Scarlett hardly heard Rhett’s answer. “Did you say the Ellintons were from Savannah, Miss Eleanor? My mother was from Savannah,” she said eagerly. The crisscross of relations that was so much a part of Southern life had long been a frustrating lack in her own. Everyone she knew had a network of cousins and uncles and aunts that covered generations and hundreds of miles. But she had none. Pauline and Eulalie had no children. Gerald O’Hara’s brothers in Savannah were childless, too. There must be lots of O’Haras still in Ireland, but that did her no good, and all the Robillards except her grandfather were gone from Savannah.

Now here she was, again hearing about somebody else’s family. Rhett had kin in Philadelphia. No doubt he was related to half of Charleston, too. It wasn’t fair. But maybe these Ellinton people were tied to the Robillards somehow. Then she’d be part of the web that included Rhett. Perhaps she could find a connection to the world of the Butlers and Charleston, the world that Rhett had chosen and she was determined to enter.

“I remember Ellen Robillard very well,” said Mrs. Butler. “And her mother. Your grandmother, Scarlett, was probably the most fascinating woman in all of Georgia, and South Carolina, too.”

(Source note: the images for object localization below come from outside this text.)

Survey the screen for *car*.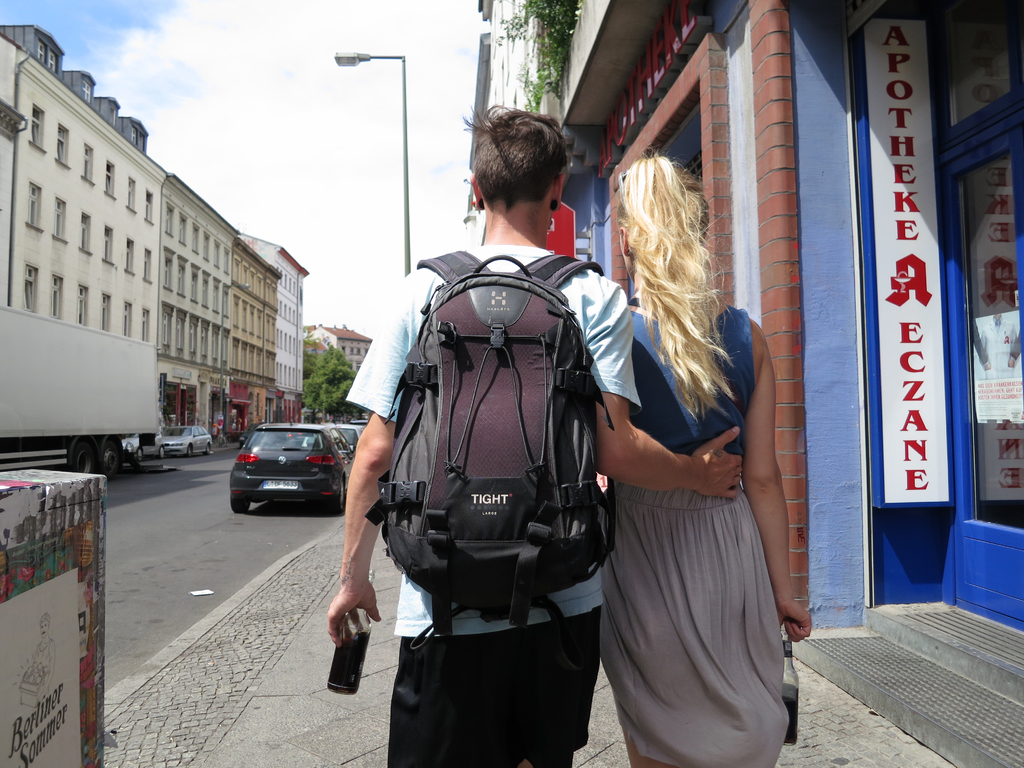
Survey found: [x1=152, y1=419, x2=212, y2=451].
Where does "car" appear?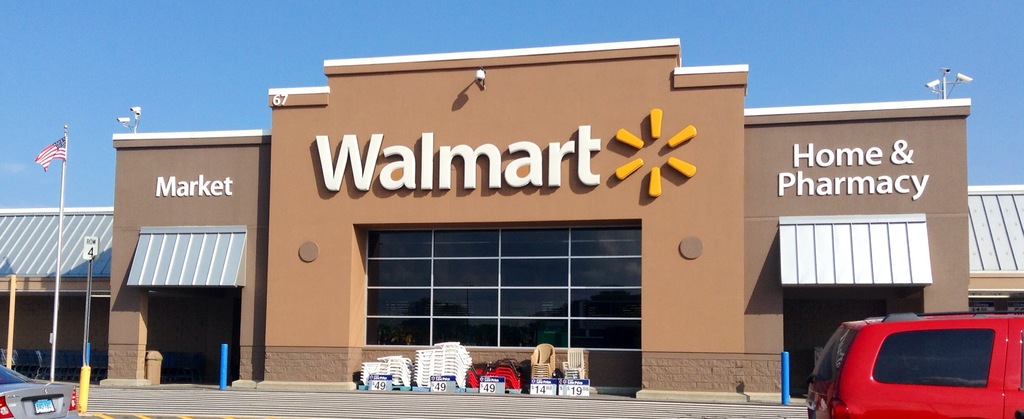
Appears at 0/365/80/418.
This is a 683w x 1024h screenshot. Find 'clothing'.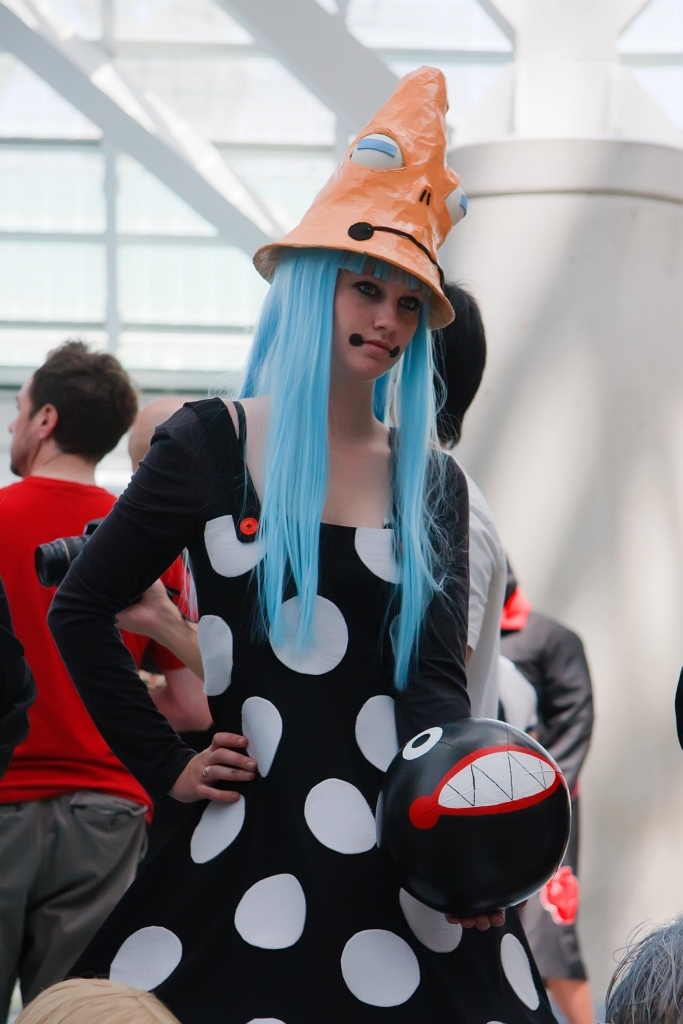
Bounding box: 0,469,196,1023.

Scarlett leaned forward, enthralled. She’d heard only bits and pieces of stories about her grandmother. “Was she really scandalous, Miss Eleanor?”

“She was extraordinary. But when I knew her best, she wasn’t scandalous at all. She was too busy having babies. First your Aunt Pauline, then Eulalie, then your mother. As a matter of fact, I was in Savannah when your mother was born. I remember the fireworks. Your grandfather hired some famous Italian to come down from New York and put on a magnificent fireworks display every time your grandmother gave him a baby. You wouldn’t remember. Rhett, and I don’t suppose you’ll thank me for remembering, either, but you were scared witless. I took you outside especially to see them, and you cried so loud that I nearly died of shame. All the other children there were clapping their hands and shrieking with joy. Of course, they were older. You were still in dresses, barely over a year old.”